Problem statement: Reproduce exactly the lines below, starting at the line that contains "Identify the location of X." and ending with the last line of the records, both included; leave out any pictures.

Supplied data:
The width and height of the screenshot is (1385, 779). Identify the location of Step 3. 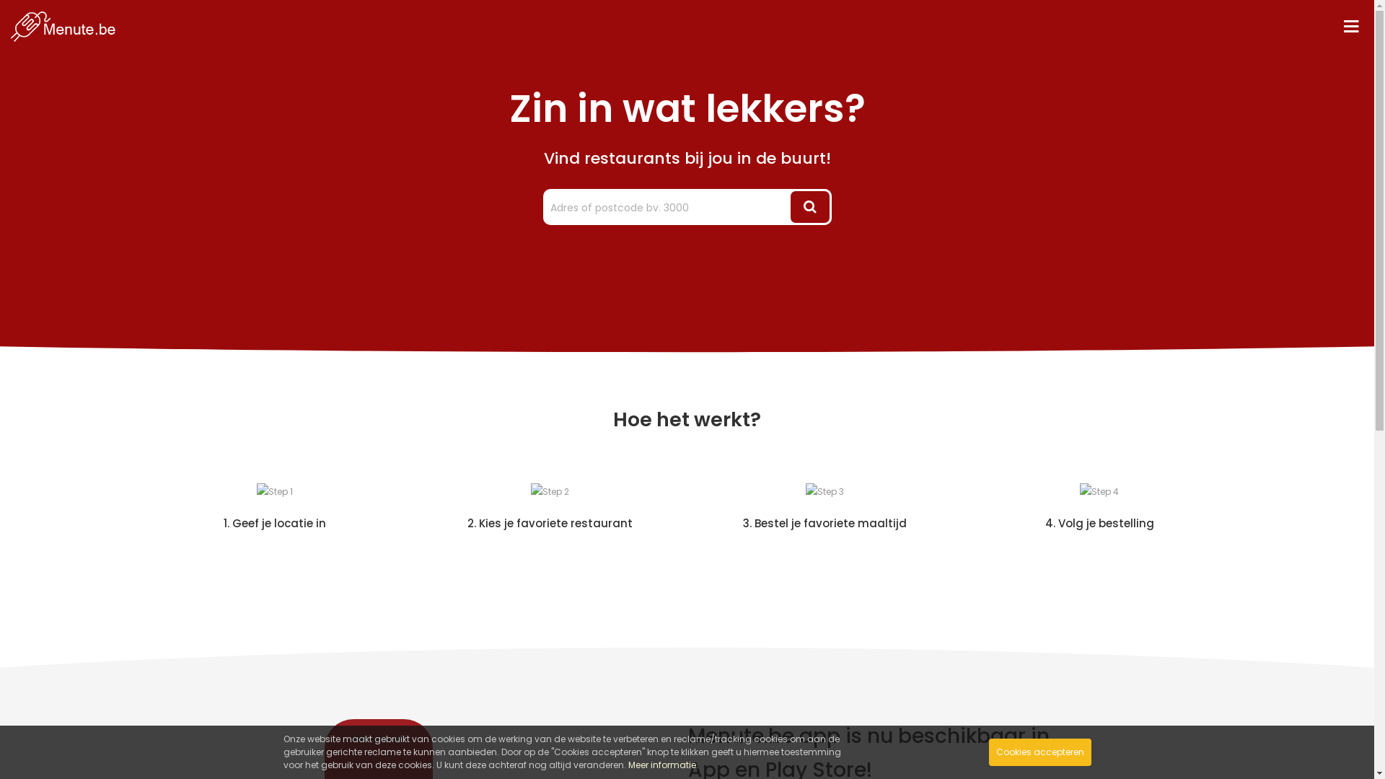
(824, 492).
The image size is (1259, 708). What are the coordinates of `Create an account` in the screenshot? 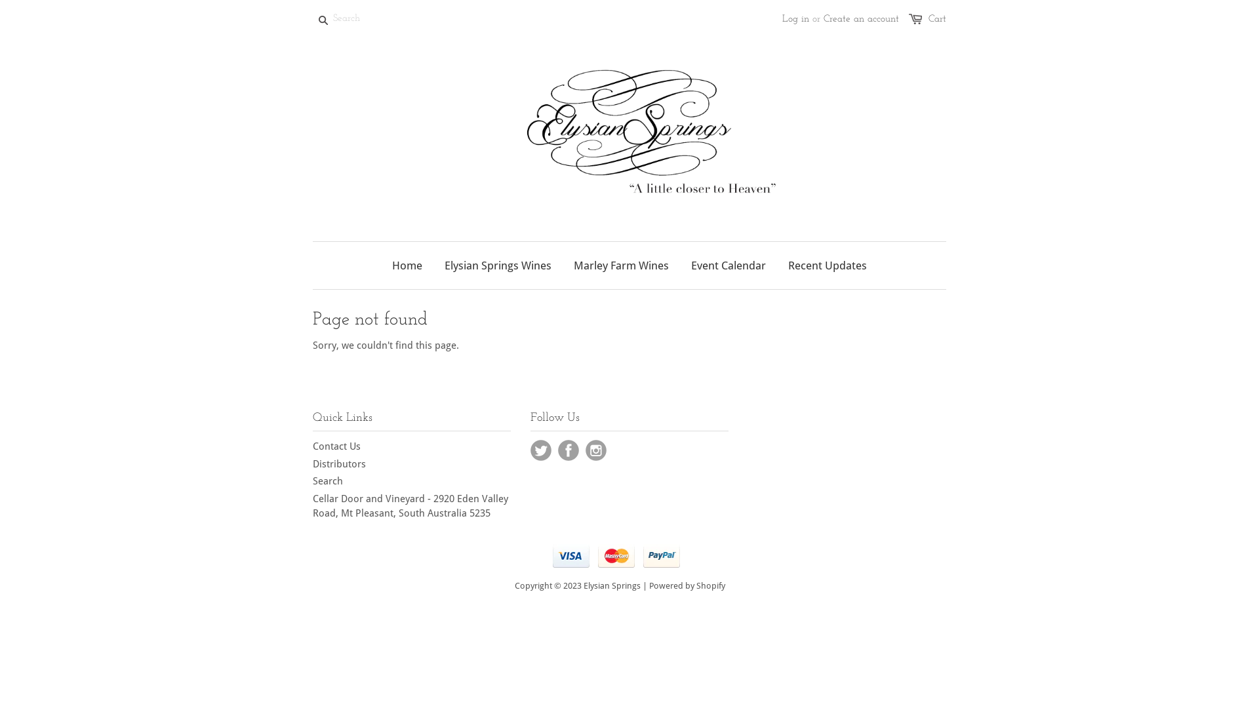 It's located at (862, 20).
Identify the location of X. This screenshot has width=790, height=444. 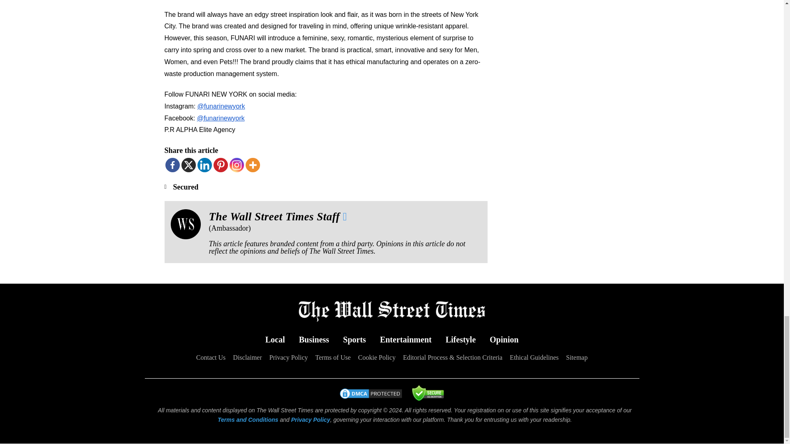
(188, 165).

Response to the exercise:
Identify the location of X. This screenshot has width=790, height=444. 
(188, 165).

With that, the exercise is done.